Family walks out as court vision shows teen hit cop car

Family and supporters of Jai Wright outside court
Jai Wright was a teenager when his bike collided with a police car, killing him. -AAP Image

Harrowing footage has been aired in court of the moment an Indigenous teenager riding a trail bike crashed into a police vehicle, as a battle erupts over the relevance of an earlier collision.

Sergeant Benedict Bryant, 47, was behind the wheel when Jai Kalani Wright rode the motorbike into his unmarked police vehicle in inner-city Sydney on February 19, 2022.

The 16-year-old was thrown off his bike and suffered critical head injuries, dying at Prince Alfred Hospital the following day. 

The sergeant has pleaded not guilty to a charge of dangerous driving occasioning death and faced Darlinghurst District Court on Monday for the first day of his judge-alone trial. 

Bryant had been alerted to a teen riding an allegedly stolen trail bike through the streets of Eveleigh and was instructed not to pursue him, crown prosecutor Philip Strickland SC told the court.

The teen had been seen swerving in front of a police car, accelerating loudly as he veered into a bike lane. 

The court was told the trail bike was estimated to have been travelling about 68km/h in a 40km/h zone before it hit an obstruction, which sent Jai airborne. 

Bryant had crossed the intersection to turn right and stopped near the end of the bike lane without his lights or sirens activated when the teen hit his car, Mr Strickland said. 

Confronting surveillance footage shows Jai hitting the windscreen and cartwheeling through the air before landing on the ground 15 metres away.

Jai's family and friends - many wearing T-shirts with his image - packed the courtroom, spilling out of the public gallery and into seats normally reserved for jury members. 

Some of them left the courtroom when the footage of the collision was played. 

Others were seen wiping away tears. 

Mr Strickland said Bryant created a real risk of collision when he turned across the path of Jai's bike while his view of the teen was obstructed.

The sergeant effectively created a roadblock without authorisation or reasonable grounds and ought to have known that a resulting "collision would potentially be catastrophic", the prosecutor said.

"As an experienced police officer with some 20 years of experience, the accused ought to have been aware of the potential danger," Mr Strickland asserted. 

But the police sergeant's barrister said the roadblock had been created by another officer, also in an unmarked car, forcing Jai to manoeuvre around him and into a vehicle he didn't see.

"It created a situation where my client was unaware anyone could even come through (from the bike lane)," Brent Haverfield told the court.

Bryant was very familiar with the area and thought Jai would have to divert his path because of the way the bike lane ended, his lawyer said. 

Mr Strickland is fighting to include evidence of a separate collision involving an e-bike rider and a police car driven by Bryant months earlier.

The rider said the police car pulled into a driveway in front of him, leaving him no room to stop before a crash.

"It seemed like they tried to run me over," he told the court.

But Mr Haverfield questioned whether the man had been given ample time to stop or remembered the events clearly.

He argued the evidence of the earlier collision should be excluded from the trial because it described a different type of police operation in terms of the speed and vehicles involved.

Judge Jane Culver will determine whether evidence about the incident will be admissible at a later stage. 

Bryant remains employed by the NSW Police Force.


▸ Required action:
Without including any image, retype the records word for word.

▸ Entries supplied:
•••

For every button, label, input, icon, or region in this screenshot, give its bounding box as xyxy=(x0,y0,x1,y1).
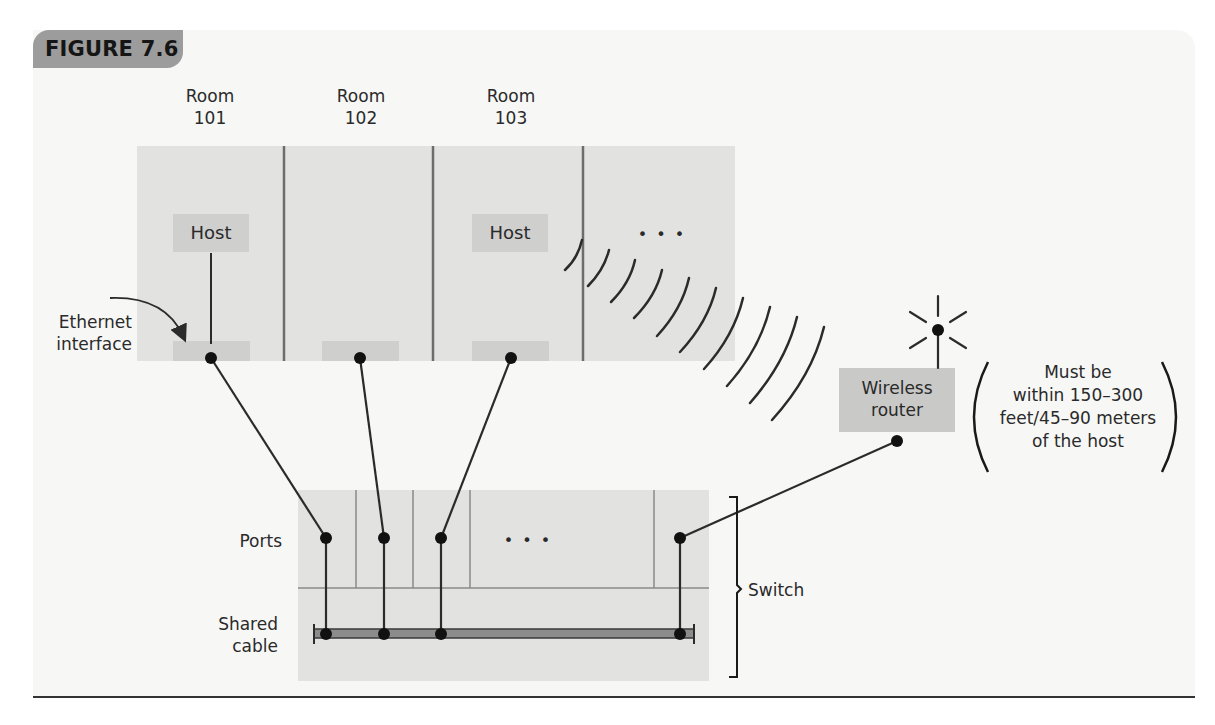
ethernet-cables xyxy=(211,358,897,538)
shared-cable-bus xyxy=(314,624,694,644)
diagram-lines xyxy=(0,0,1215,725)
port-to-bus-links xyxy=(326,538,680,634)
range-note-right-paren xyxy=(1162,362,1176,472)
switch-brace xyxy=(729,497,741,677)
room-walls xyxy=(284,146,583,361)
ethernet-pointer-arrow xyxy=(110,298,183,336)
wireless-signal-waves xyxy=(565,240,824,420)
switch-port-dividers xyxy=(298,490,709,588)
antenna-dot xyxy=(932,324,944,336)
range-note-left-paren xyxy=(974,362,988,472)
connection-dots xyxy=(205,352,903,640)
figure-bottom-rule xyxy=(33,696,1195,698)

•••

▸ Exercise output:
For every button, label, input, icon, or region in this screenshot, give its bounding box as xyxy=(x0,y0,x1,y1).
ethernet-cables xyxy=(211,358,897,538)
shared-cable-bus xyxy=(314,624,694,644)
diagram-lines xyxy=(0,0,1215,725)
port-to-bus-links xyxy=(326,538,680,634)
range-note-right-paren xyxy=(1162,362,1176,472)
switch-brace xyxy=(729,497,741,677)
room-walls xyxy=(284,146,583,361)
ethernet-pointer-arrow xyxy=(110,298,183,336)
wireless-signal-waves xyxy=(565,240,824,420)
switch-port-dividers xyxy=(298,490,709,588)
antenna-dot xyxy=(932,324,944,336)
range-note-left-paren xyxy=(974,362,988,472)
connection-dots xyxy=(205,352,903,640)
figure-bottom-rule xyxy=(33,696,1195,698)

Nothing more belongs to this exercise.